Not only is this approach short-sighted and wholly devoid of creative and critical thinking, but it also diminishes one of the most important human qualities we have—empathy. You may be a whiz at all things litigation, employing in all cases a punishing, unremitting commitment to crushing your opposition and hence their client, but in all but the most extraordinary circumstances, that level of indiscriminate zealotry fully misses the point of our true mission as lawyers.

You must always remember that the profession exists to help solve the problems of other humans. These are people who are often dealing with life-altering issues, who have been shouldering the burden of conflict for months or years.
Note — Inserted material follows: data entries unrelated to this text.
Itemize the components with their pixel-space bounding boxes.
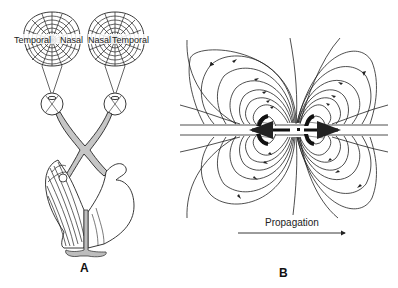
left-visual-cortex [46, 160, 85, 248]
right-field-nasal-label: Nasal [88, 35, 111, 45]
panel-a: Temporal Nasal Nasal Temporal [14, 12, 149, 275]
right-visual-cortex [88, 164, 134, 248]
right-field-temporal-label: Temporal [112, 35, 149, 45]
left-field-nasal-label: Nasal [60, 35, 83, 45]
lgn-left [59, 174, 67, 182]
right-visual-field-map [88, 12, 144, 96]
panel-a-label: A [80, 261, 89, 275]
figure-canvas: Temporal Nasal Nasal Temporal [0, 0, 398, 288]
left-visual-field-map [24, 12, 80, 96]
panel-b-label: B [279, 266, 288, 280]
axial-current-arrows [252, 126, 344, 134]
propagation-label: Propagation [265, 217, 319, 228]
panel-b: Propagation B [180, 38, 388, 280]
left-field-temporal-label: Temporal [14, 35, 51, 45]
right-eye [104, 93, 126, 115]
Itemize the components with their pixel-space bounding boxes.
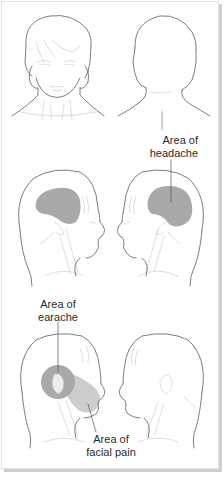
head-pain-illustration [0,0,224,477]
earache-label-line2: earache [32,311,84,324]
headache-region-left [36,188,81,224]
back-view-head [118,16,210,130]
left-profile-headache-head [19,170,105,286]
right-profile-headache-head [117,160,203,286]
left-profile-earache-facial-head [21,322,105,448]
right-profile-plain-head [119,334,203,448]
headache-label: Area of headache [146,134,198,160]
earache-label: Area of earache [32,298,84,324]
headache-region-right [148,186,193,226]
facial-pain-label: Area of facial pain [80,433,142,459]
headache-label-line2: headache [146,147,198,160]
front-view-head [12,16,104,121]
headache-label-line1: Area of [146,134,198,147]
earache-label-line1: Area of [32,298,84,311]
facial-pain-label-line1: Area of [80,433,142,446]
facial-pain-label-line2: facial pain [80,446,142,459]
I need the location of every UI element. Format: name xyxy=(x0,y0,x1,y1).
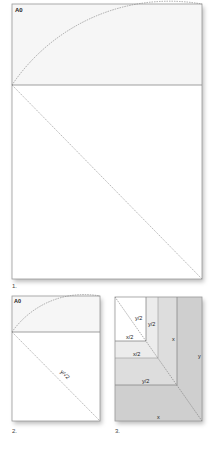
figure-3-number: 3. xyxy=(115,428,120,434)
figure-3-label-outer-y: y xyxy=(198,353,201,359)
figure-3-label-outer-x: x xyxy=(157,414,160,420)
figure-1: A0 xyxy=(12,1,202,279)
figure-2-number: 2. xyxy=(12,428,17,434)
figure-2-sheet-label: A0 xyxy=(14,298,21,304)
figure-3-label-inner-y2: y/2 xyxy=(135,315,142,321)
figure-3-label-third-y2: y/2 xyxy=(142,378,149,384)
figure-3-label-inner-x2: x/2 xyxy=(126,334,133,340)
figure-2-upper-area xyxy=(12,296,100,332)
figure-3-label-second-y2: y/2 xyxy=(148,321,155,327)
figure-3: y/2 x/2 y/2 x/2 x y/2 y x xyxy=(115,297,202,421)
figure-3-label-third-x: x xyxy=(172,336,175,342)
diagram-canvas: A0 A0 y/√2 y/2 x/2 y/2 x/2 x y/2 y x xyxy=(0,0,216,449)
figure-1-number: 1. xyxy=(12,283,17,289)
figure-3-label-second-x2: x/2 xyxy=(133,351,140,357)
figure-2: A0 y/√2 xyxy=(12,295,100,421)
figure-1-upper-area xyxy=(12,4,202,85)
figure-1-sheet-label: A0 xyxy=(15,7,23,13)
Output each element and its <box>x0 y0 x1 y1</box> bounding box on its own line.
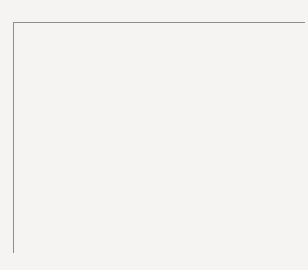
bottom-column-labels <box>13 255 282 270</box>
dot-matrix-grid <box>13 22 305 253</box>
top-column-labels <box>13 4 282 20</box>
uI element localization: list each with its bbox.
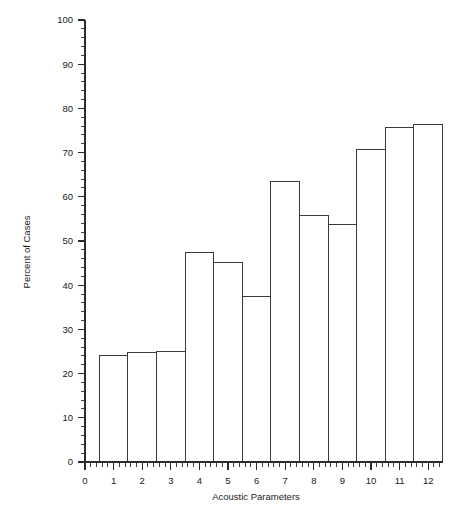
- x-tick-label: 5: [225, 475, 230, 486]
- x-tick-label: 1: [111, 475, 116, 486]
- x-tick-label: 0: [82, 475, 87, 486]
- x-tick-label: 12: [423, 475, 434, 486]
- x-tick-label: 8: [311, 475, 316, 486]
- y-tick-label: 50: [62, 235, 73, 246]
- y-tick-label: 70: [62, 147, 73, 158]
- x-tick-label: 9: [340, 475, 345, 486]
- y-tick-label: 0: [68, 456, 73, 467]
- x-tick-label: 6: [254, 475, 259, 486]
- chart-container: 0102030405060708090100 0123456789101112 …: [0, 0, 454, 521]
- x-tick-label: 2: [140, 475, 145, 486]
- x-tick-label: 4: [197, 475, 202, 486]
- y-axis-title: Percent of Cases: [21, 215, 32, 288]
- x-axis-title: Acoustic Parameters: [212, 491, 300, 502]
- y-tick-label: 30: [62, 324, 73, 335]
- y-tick-label: 100: [57, 14, 73, 25]
- chart-background: [0, 0, 454, 521]
- x-tick-label: 3: [168, 475, 173, 486]
- y-tick-label: 80: [62, 103, 73, 114]
- y-tick-label: 90: [62, 59, 73, 70]
- bar-chart: 0102030405060708090100 0123456789101112 …: [0, 0, 454, 521]
- y-tick-label: 20: [62, 368, 73, 379]
- y-tick-label: 10: [62, 412, 73, 423]
- y-tick-label: 40: [62, 280, 73, 291]
- x-tick-label: 7: [283, 475, 288, 486]
- y-tick-label: 60: [62, 191, 73, 202]
- x-tick-label: 11: [395, 475, 405, 486]
- x-tick-label: 10: [366, 475, 377, 486]
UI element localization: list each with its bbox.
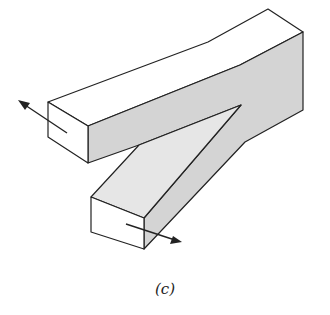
y-bar-diagram [0, 0, 330, 315]
figure-caption: (c) [0, 280, 330, 298]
Even as an opposing counsel, you can do enormous good when you realize that you must zealously represent your client within the bounds of the law. What does this mean? It means that becoming a lawyer does not require you to leave your humanity at the door. Empathy is a fundamental human trait. The ability to express empathy should be normative. It is not something you should have to learn, but it is something that you can choose to disregard, to the detriment of all involved and the profession as a whole.

Empathy involves an emotional understanding of what another person is experiencing. Having functional empathy skills allows you to put yourself into the shoes of another and feel the angst, pain, disappointment, fear, and other emotions that are at the root of the conflict. If you take the time to think about it, you can easily imagine yourself confronted by the same demons.
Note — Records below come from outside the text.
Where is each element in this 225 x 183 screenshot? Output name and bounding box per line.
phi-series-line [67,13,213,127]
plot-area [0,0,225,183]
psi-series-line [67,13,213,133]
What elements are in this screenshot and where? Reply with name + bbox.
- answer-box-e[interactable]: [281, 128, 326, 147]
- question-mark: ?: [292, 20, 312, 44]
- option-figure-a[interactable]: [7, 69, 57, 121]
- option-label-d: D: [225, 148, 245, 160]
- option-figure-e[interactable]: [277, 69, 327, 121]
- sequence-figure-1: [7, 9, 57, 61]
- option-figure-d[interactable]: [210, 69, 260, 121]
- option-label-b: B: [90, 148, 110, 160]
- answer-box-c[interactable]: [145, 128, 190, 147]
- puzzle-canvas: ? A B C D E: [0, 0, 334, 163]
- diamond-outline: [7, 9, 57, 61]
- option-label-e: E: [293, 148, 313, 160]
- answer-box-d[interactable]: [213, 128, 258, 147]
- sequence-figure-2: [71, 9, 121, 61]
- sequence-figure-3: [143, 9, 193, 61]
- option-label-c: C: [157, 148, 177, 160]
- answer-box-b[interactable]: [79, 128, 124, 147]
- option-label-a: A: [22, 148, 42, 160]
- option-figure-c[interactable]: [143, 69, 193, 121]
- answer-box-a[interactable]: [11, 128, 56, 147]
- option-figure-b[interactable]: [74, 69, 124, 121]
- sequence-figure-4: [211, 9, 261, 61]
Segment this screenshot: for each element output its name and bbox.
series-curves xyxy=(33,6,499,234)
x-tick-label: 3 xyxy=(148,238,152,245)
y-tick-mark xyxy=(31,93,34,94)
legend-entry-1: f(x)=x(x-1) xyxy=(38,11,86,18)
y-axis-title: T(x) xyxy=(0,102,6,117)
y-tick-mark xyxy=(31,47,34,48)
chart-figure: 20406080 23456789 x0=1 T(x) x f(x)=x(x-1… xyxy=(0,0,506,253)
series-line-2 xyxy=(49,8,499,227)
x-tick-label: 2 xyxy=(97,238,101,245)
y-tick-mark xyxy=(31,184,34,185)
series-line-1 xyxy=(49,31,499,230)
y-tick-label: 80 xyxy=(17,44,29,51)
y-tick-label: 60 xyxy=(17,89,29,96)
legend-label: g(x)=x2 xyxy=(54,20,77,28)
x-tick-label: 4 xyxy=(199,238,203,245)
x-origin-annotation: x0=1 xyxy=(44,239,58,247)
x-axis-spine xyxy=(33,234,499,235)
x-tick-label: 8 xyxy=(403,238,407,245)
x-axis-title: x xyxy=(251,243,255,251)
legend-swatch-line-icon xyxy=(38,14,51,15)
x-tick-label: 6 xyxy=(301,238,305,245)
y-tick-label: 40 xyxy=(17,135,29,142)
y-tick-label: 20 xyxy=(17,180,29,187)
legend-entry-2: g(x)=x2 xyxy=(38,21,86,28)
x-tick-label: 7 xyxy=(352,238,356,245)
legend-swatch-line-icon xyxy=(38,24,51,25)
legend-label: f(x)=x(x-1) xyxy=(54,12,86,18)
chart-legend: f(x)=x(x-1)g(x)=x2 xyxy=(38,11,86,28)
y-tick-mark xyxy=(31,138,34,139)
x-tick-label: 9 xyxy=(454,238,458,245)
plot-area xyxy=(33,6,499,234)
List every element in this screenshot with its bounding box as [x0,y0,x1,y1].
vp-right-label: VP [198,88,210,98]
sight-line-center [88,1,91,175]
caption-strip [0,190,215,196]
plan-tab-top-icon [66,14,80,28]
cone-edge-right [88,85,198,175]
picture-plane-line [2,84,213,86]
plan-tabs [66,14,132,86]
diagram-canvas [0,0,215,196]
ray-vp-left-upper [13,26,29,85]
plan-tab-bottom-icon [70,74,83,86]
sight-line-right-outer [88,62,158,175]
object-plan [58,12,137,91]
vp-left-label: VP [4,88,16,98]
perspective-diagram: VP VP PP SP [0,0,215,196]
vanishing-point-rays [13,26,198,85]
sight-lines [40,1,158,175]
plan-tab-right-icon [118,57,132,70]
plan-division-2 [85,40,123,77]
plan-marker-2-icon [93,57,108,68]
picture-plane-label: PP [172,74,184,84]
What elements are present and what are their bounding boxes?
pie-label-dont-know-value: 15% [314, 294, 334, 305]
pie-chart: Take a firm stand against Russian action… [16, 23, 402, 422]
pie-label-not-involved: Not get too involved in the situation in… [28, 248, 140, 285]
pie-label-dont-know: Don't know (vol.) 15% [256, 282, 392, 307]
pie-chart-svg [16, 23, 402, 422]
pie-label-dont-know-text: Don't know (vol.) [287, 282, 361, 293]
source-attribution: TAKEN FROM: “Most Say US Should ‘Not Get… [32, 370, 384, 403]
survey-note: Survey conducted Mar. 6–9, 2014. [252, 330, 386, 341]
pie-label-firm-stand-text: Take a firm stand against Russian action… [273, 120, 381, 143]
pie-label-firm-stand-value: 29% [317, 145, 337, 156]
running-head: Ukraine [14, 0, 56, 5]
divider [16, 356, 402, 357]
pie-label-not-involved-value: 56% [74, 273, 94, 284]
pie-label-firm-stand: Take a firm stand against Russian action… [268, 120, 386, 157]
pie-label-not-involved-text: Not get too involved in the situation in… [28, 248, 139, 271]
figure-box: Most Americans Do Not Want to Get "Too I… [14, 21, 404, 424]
So, with all the pride swelling in your chest as a new lawyer and armed with an array of tools that can punish, castigate, weaken, and overwhelm your opposition, ask the question, “Do I need to do this, and how far should I go?” Remember, the ethics speak to zealousness within the bounds of the law, not at the bounds of the law. How you choose to view this mandate can change the space between the parties from a potential incivility cesspool (which stunts the entire process) to a laboratory for meaningful, creative, transformative problem-solving, the results of which will benefit not only your client and that of your adversary but also the other lawyers involved. And just as important, you will be advancing the never-ending quest to bring civility back to our profession. Client satisfaction must always be the baseline, but how that goal is achieved is up to you. Early in your career, you can learn that a zero-sum attitude is a fool’s mantra, or you can be ever on the search for empathetic, transformative, creative problem-solving.